So, I was wrong; I'm trying to translate one more ode out of Euripides, so here's my attempt at--well, however far I get today before I have to run for class. (It's the one I just copied another translation of, earlier. I suspect my translation will be more awkward, less accurate, and still more to my taste.)


Chorus:

I begin the wailing, O Pelasgia, setting fingernails through my white cheeks, a bloody ruin, and beating the head, which the lady of the dead obtained as her duty throughout the earth, the goddess with beautiful children. May the Cyclopian land shout, setting iron against the shorn head, the calamity of the house. Pity, pity comes here from those about to die, having been the general of Greece before.

They have gone, they have gone, the whole race of the children of Pelops, and the jealousy that was once of the blessed house. God-sent envy seized it, and the murderous vote of hatred among the citizens. Alas, alas, the all-tearful much-suffering nations of short-lived people, look at how Fate walks past hopes. Different calamity is traded out to different men on the vast earth; and the whole life of mortals is unsteady.

Electra:

If only I might go to the rock suspended and hung by golden chains in the middle of sky and earth, the whirlwind-carried sphere from Olympus, so that I might cry in lamentation to old father Tantalus, who sired, sired my forefathers, about the kind of ruins of my house I have seen; the flying chase of young horses, when Pelops drove over the sea with a four-horsed chariot, casting murdered Myrtilus into the swollen sea, driving from the heaving sea to the foam-white shores of Geraestus; from that, a mournful ruin came to my house, when the Maia-son saw born to his flocks a golden-wooled lamb, which became a deadly, deadly marvel for Atreus the Horse-Breeder; from that, Strife turned the winged chariot of the sun towards the evening road of the sky, binding one horse of Dawn, and the rest onto the other road, the seven-tracked Pleiades. And it still exchanges deaths for deaths, as that feast which Thyestes named, and the bed of Cretan Aerope, a deceiver in her deceitful marriages. And the very last things have come against me and my father, with the much-suffering necessities of the house.

Chorus:

But now your brother staggers this way under a confirmed vote of death, and Pylades, the most trustworthy of all men, like a brother to the man, supporting his sick limbs with the anxious steps of a true partner.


— PROBLEM TO SOLVE —
Among the lines of the data, copy those that hold "span".

— RECORDS SUPPLIED —
Start of Block

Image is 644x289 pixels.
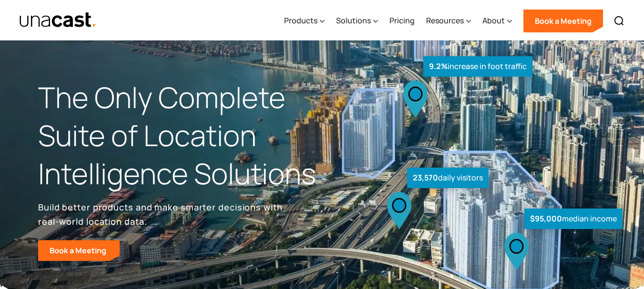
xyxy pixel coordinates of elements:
div: Solutions [336,15,371,26]
strong: 9.2% [429,61,447,71]
strong: $95,000 [530,213,562,224]
div: Products [284,1,325,40]
div: daily visitors [407,167,488,188]
a: Book a Meeting [38,240,120,261]
a: Pricing [389,1,415,40]
div: About [483,1,512,40]
div: Products [284,15,318,26]
img: Unacast text logo [19,12,97,28]
div: increase in foot traffic [423,56,532,76]
div: Resources [426,15,464,26]
div: median income [524,208,623,229]
a: Book a Meeting [524,9,603,33]
strong: 23,570 [413,172,438,183]
img: Search icon [614,16,625,27]
h1: The Only Complete Suite of Location Intelligence Solutions [38,78,322,192]
div: About [483,15,505,26]
a: home [19,12,97,28]
div: Solutions [336,1,378,40]
div: Resources [426,1,471,40]
p: Build better products and make smarter decisions with real-world location data. [38,200,286,228]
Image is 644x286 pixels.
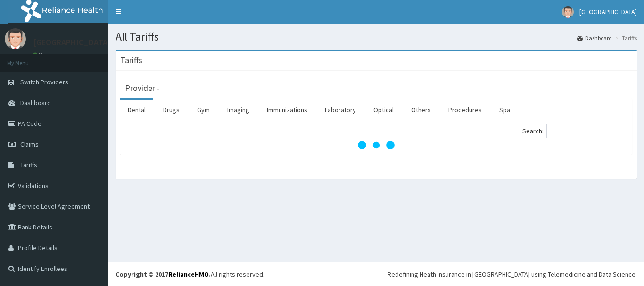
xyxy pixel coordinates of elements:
[20,78,68,86] span: Switch Providers
[580,8,637,16] span: [GEOGRAPHIC_DATA]
[156,100,187,120] a: Drugs
[120,100,153,120] a: Dental
[387,270,637,279] div: Redefining Heath Insurance in [GEOGRAPHIC_DATA] using Telemedicine and Data Science!
[441,100,489,120] a: Procedures
[115,31,637,43] h1: All Tariffs
[577,34,612,42] a: Dashboard
[33,38,111,47] p: [GEOGRAPHIC_DATA]
[562,6,574,18] img: User Image
[219,100,257,120] a: Imaging
[189,100,217,120] a: Gym
[33,52,56,58] a: Online
[404,100,438,120] a: Others
[20,99,51,107] span: Dashboard
[20,140,39,149] span: Claims
[259,100,315,120] a: Immunizations
[120,56,142,64] h3: Tariffs
[108,262,644,286] footer: All rights reserved.
[613,34,637,42] li: Tariffs
[357,126,395,164] svg: audio-loading
[523,124,628,138] label: Search:
[20,161,37,169] span: Tariffs
[115,270,211,278] strong: Copyright © 2017 .
[169,270,209,278] a: RelianceHMO
[5,28,26,49] img: User Image
[125,84,160,92] h3: Provider -
[546,124,628,138] input: Search:
[492,100,518,120] a: Spa
[317,100,363,120] a: Laboratory
[366,100,401,120] a: Optical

End of Block

— RESULT FOR THIS EXERCISE —
[20,78,68,86] span: Switch Providers
[580,8,637,16] span: [GEOGRAPHIC_DATA]
[20,99,51,107] span: Dashboard
[20,140,39,149] span: Claims
[20,161,37,169] span: Tariffs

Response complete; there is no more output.